- What is expected
Of the entries below, restate word for word only the section that runs from the line with "is (835, 1484)." to the line with "What do you see at coordinates (374, 320)", counting both ends.

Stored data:
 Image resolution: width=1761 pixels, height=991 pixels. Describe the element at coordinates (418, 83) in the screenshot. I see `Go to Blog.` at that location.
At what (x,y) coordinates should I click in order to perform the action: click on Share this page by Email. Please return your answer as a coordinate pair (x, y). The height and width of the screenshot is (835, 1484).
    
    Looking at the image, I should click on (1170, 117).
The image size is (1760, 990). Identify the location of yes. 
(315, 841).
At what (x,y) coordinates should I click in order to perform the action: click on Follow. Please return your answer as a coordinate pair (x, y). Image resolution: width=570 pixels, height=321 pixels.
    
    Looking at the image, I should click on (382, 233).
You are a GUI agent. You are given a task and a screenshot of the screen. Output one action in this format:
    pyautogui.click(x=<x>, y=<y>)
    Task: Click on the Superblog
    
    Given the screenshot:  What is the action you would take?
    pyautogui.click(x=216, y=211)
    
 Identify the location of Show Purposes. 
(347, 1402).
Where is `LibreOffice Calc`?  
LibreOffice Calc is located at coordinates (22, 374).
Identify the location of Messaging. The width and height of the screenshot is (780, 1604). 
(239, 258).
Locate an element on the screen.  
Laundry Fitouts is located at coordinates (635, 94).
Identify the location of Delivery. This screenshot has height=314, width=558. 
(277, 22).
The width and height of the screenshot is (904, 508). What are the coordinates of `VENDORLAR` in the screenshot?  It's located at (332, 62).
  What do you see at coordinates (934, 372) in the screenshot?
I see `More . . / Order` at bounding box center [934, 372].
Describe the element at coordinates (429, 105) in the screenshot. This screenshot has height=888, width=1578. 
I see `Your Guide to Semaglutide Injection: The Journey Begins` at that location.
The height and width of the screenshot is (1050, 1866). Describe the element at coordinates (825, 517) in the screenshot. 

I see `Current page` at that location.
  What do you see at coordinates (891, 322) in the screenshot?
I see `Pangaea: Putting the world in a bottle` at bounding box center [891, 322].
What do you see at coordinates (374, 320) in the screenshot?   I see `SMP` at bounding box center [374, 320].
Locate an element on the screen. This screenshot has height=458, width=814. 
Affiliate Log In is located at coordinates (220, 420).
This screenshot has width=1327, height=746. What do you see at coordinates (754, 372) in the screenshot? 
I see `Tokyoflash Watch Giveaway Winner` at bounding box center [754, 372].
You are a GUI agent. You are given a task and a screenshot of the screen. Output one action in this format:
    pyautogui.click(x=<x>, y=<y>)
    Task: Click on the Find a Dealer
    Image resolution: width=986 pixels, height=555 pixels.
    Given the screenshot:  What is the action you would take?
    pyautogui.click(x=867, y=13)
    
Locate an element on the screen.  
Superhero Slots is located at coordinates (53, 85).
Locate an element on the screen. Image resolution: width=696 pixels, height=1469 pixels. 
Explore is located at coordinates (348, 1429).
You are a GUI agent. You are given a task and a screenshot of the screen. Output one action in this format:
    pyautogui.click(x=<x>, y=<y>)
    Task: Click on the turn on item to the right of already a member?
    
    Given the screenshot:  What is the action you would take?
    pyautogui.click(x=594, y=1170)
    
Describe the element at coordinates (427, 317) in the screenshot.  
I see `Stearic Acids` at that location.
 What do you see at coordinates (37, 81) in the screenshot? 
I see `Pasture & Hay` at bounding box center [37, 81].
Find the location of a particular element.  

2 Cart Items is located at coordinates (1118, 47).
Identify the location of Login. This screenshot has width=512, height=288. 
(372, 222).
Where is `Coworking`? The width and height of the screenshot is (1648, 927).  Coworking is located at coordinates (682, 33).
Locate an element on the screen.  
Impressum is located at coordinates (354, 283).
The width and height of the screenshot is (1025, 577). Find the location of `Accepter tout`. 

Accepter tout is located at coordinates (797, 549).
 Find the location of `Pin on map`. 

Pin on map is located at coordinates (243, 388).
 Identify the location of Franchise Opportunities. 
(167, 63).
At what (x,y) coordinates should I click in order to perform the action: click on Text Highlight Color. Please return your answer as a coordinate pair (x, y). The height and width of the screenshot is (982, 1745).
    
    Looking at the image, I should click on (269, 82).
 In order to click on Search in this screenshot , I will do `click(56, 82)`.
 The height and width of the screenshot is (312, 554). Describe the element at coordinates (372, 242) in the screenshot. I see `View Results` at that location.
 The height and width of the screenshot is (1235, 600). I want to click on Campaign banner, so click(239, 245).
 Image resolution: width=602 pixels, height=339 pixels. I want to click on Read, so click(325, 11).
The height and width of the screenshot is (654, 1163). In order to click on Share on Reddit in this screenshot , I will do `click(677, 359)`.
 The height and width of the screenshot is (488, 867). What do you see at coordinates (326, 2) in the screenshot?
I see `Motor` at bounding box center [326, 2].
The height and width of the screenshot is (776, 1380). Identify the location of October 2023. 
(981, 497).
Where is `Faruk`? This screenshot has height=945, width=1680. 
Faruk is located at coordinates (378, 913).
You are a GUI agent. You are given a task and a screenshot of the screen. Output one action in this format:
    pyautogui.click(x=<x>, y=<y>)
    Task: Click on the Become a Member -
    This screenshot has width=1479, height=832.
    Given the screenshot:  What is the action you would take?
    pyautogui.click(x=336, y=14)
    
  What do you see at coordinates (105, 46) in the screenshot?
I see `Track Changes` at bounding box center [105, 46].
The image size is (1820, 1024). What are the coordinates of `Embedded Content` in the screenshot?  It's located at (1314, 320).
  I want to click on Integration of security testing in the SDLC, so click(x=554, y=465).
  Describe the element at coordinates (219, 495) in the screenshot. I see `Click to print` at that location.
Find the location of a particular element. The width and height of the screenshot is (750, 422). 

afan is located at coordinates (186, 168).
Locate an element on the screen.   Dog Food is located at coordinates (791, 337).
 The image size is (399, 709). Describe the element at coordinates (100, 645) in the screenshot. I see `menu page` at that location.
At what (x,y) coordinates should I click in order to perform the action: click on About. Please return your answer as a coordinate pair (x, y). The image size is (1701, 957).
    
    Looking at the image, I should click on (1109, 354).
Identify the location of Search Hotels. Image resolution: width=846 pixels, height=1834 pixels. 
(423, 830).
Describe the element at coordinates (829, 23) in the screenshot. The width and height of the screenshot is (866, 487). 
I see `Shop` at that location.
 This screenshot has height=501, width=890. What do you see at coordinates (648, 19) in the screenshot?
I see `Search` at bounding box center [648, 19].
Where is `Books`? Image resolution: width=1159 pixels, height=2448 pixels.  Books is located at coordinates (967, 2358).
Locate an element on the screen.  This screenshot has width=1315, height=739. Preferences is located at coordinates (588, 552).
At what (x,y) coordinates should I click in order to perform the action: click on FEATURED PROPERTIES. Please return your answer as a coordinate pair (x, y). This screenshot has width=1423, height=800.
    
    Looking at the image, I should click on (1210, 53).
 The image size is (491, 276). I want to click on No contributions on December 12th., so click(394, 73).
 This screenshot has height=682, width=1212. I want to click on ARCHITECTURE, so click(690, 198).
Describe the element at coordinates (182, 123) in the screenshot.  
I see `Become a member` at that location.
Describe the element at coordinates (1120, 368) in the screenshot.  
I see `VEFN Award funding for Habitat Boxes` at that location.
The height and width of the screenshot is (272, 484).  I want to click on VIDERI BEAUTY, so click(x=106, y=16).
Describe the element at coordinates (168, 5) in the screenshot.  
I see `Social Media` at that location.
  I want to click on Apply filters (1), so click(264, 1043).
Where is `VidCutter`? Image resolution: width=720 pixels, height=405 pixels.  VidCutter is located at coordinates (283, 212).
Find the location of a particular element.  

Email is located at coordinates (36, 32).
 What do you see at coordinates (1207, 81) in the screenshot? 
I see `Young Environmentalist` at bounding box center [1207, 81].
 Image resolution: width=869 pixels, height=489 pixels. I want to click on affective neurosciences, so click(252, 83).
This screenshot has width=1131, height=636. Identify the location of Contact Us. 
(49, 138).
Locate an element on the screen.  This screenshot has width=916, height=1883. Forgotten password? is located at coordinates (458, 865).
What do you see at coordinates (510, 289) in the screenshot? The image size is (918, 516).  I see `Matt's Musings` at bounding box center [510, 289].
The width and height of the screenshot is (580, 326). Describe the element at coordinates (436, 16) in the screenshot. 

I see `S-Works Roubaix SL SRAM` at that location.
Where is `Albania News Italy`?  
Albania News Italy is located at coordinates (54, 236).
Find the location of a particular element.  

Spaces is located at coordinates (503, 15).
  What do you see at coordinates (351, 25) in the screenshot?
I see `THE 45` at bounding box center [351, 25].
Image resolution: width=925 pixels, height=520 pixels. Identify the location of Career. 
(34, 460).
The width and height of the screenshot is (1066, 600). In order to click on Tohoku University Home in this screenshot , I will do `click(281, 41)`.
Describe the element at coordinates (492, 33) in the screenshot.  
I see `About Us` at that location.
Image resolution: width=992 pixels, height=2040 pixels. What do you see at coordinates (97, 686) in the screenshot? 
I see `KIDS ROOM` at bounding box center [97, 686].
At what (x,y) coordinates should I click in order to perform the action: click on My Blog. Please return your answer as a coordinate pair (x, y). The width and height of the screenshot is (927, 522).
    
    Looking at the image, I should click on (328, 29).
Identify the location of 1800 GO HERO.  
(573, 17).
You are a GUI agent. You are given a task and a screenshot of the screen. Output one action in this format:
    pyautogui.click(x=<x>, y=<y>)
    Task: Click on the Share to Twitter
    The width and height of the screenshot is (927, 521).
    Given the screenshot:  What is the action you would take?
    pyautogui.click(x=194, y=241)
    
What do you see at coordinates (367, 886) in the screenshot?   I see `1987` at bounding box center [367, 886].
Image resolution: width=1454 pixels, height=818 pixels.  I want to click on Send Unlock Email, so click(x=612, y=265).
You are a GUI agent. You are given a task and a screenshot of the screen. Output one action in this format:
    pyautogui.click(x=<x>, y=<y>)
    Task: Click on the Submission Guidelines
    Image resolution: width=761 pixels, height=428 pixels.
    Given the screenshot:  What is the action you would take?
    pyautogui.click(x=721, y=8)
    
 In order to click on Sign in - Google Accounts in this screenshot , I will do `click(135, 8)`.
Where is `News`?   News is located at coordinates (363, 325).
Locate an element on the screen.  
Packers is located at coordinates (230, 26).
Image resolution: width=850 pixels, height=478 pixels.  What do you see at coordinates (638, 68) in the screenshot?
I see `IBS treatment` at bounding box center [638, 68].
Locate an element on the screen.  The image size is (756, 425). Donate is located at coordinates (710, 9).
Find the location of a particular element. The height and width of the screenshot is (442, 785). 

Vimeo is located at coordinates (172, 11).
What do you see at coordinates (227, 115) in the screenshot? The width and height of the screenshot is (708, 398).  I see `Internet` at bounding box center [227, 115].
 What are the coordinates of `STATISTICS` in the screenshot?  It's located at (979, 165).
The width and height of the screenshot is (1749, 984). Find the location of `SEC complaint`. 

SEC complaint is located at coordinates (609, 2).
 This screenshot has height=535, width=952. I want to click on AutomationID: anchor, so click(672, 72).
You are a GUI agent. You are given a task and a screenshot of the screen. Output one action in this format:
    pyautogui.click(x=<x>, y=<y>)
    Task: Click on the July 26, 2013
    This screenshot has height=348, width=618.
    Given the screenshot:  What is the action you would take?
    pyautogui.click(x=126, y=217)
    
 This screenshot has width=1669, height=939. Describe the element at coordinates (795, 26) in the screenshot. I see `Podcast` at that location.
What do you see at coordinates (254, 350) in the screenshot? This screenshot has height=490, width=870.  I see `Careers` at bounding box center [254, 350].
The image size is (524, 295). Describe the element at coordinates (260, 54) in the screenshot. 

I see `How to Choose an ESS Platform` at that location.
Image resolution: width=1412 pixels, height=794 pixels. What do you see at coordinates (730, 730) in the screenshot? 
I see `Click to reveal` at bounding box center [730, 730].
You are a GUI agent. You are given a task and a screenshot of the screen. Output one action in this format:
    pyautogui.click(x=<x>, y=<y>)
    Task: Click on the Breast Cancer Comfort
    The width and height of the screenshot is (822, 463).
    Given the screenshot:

- Reply to the task
At what (x,y) coordinates should I click in order to perform the action: click on Share this page by Email. Please return your answer as a coordinate pair (x, y). The height and width of the screenshot is (835, 1484).
    
    Looking at the image, I should click on (1170, 117).
The image size is (1760, 990). Identify the location of yes. 
(315, 841).
At what (x,y) coordinates should I click in order to perform the action: click on Follow. Please return your answer as a coordinate pair (x, y). Image resolution: width=570 pixels, height=321 pixels.
    
    Looking at the image, I should click on (382, 233).
You are a GUI agent. You are given a task and a screenshot of the screen. Output one action in this format:
    pyautogui.click(x=<x>, y=<y>)
    Task: Click on the Superblog
    
    Given the screenshot:  What is the action you would take?
    pyautogui.click(x=216, y=211)
    
 Identify the location of Show Purposes. 
(347, 1402).
Where is `LibreOffice Calc`?  
LibreOffice Calc is located at coordinates (22, 374).
Identify the location of Messaging. The width and height of the screenshot is (780, 1604). 
(239, 258).
Locate an element on the screen.  
Laundry Fitouts is located at coordinates (635, 94).
Identify the location of Delivery. This screenshot has height=314, width=558. 
(277, 22).
The width and height of the screenshot is (904, 508). What are the coordinates of `VENDORLAR` in the screenshot?  It's located at (332, 62).
  What do you see at coordinates (934, 372) in the screenshot?
I see `More . . / Order` at bounding box center [934, 372].
Describe the element at coordinates (429, 105) in the screenshot. This screenshot has height=888, width=1578. 
I see `Your Guide to Semaglutide Injection: The Journey Begins` at that location.
The height and width of the screenshot is (1050, 1866). Describe the element at coordinates (825, 517) in the screenshot. 

I see `Current page` at that location.
  What do you see at coordinates (891, 322) in the screenshot?
I see `Pangaea: Putting the world in a bottle` at bounding box center [891, 322].
What do you see at coordinates (374, 320) in the screenshot?   I see `SMP` at bounding box center [374, 320].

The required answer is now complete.